With all these species – like the Scimitar-horned Oryx, Vancouver Island Marmot or Javan Rhinoceros – we ought to take stock of what we're losing. And that, despite the numbers you've read above, is more difficult than it seems. So, while everyone else is out there trying to build a taxonomy of flora and fauna, a group of evolutionary biologists has proposed scrapping the notion of species entirely. Why? Well, forget what your science teacher taught you, it appears that there is no hard and fast rule for what a species actually is. At present there are 27 competing definitions for what constitutes a species, many of which could not be more dissimilar from others. And tools for gauging interbreeding and genetic ancestry fail to paint a clear picture of which species a creature might belong to.

But, regardless of whether or not this is the right moment in history for evolutionary biologists to start shedding their paradigmatic definitions, animals and plants continue to die off in staggering numbers. That's because we allow ourselves to be fooled into reading facetious equations (a la the uranium mine or the tiger habitat; the rural community or the endangered caribou). And it behooves all of us to change that.

The Best of Times

Keep on sipping. PHOTO: The Atlantic

There is no link between coffee and cancer

We repeat: there is no link between coffee and cancer.
 

Acceptable ocean pollution 

50 years ago a young British boy travelling to Australia by ocean-liner flung a message in a bottle overboard some 1,000k off the coast of Fremantle (no, it wasn't Sting). This week it was finally found on a beach in South Australia and even got a reply. 

The Worst of Times

Teasing out a new form of extraordinary rendition. PHOTO: AFP / Getty

Send her back

This week U.S. president Donald Trump used a rally in South Carolina to double-down on his attack on Congresswoman Ilhan Omar. The consummate showman couldn't help but grin as his gathered South Carolinian audience bayed, "send her back, send her back". It's obviously not legal to repatriate an American citizen to their country of birth, in Omar's case Somalia, but that's of no import to this crowd. Trump's supporters cannot abide a brown-skinned Muslim woman who doesn't know her place.
 

In related news

The commentators grappling with soaring race-hatred in America would do well to retrace Eric Garner's death. Five years after a New York Police Department officer with a history of racial abuse choked an African American man to death on a sidewalk – ignoring his last words, "I can't breathe, I can't breathe" – the Justice Department declined to seek federal charges. Reflect on why that might be.

Weekend Reading

Quote of the week


"[Area 51] is an open training range for the US Air Force, and we would discourage anyone from trying to come into the area where we train American armed forces. The US Air Force always stands ready to protect America and its assets."

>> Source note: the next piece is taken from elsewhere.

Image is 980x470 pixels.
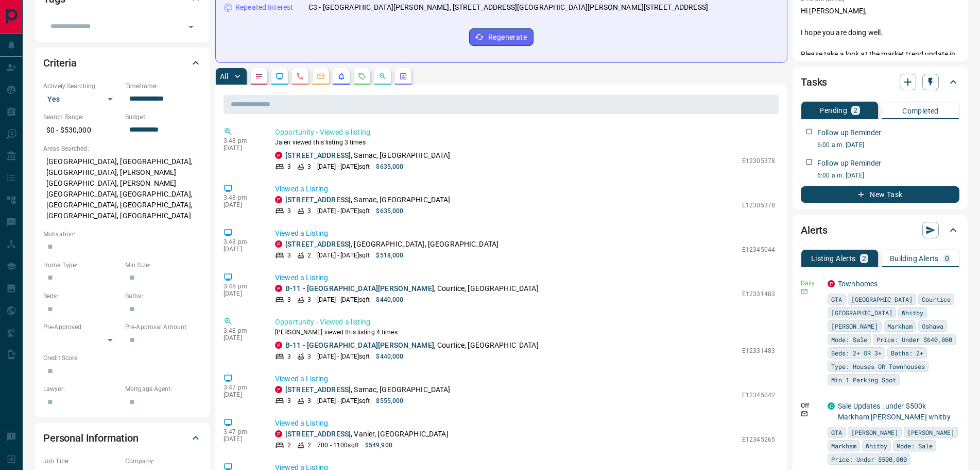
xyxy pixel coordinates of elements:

– The United States Air Force is not impressed by a Facebook page encouraging millions of people to storm Area 51 "to look at aliens". Whereas, we're not impressed by the fact they are hiding aliens from us.
 

 Headline of the week


Police chief warns that flushing drugs could be creating 'meth-gators'

The New Zealand Herald
 

Special mention

A real-world Disney hero: Abigail Disney. The documentary film-maker and heiress has turned her critical eye on the family firm: her secret visit to California Disneyland revealed the miserable lives of its lowest-paid workers. 
 

Some choice long-reads

EDITOR'S NOTE: New Zealand was robbed.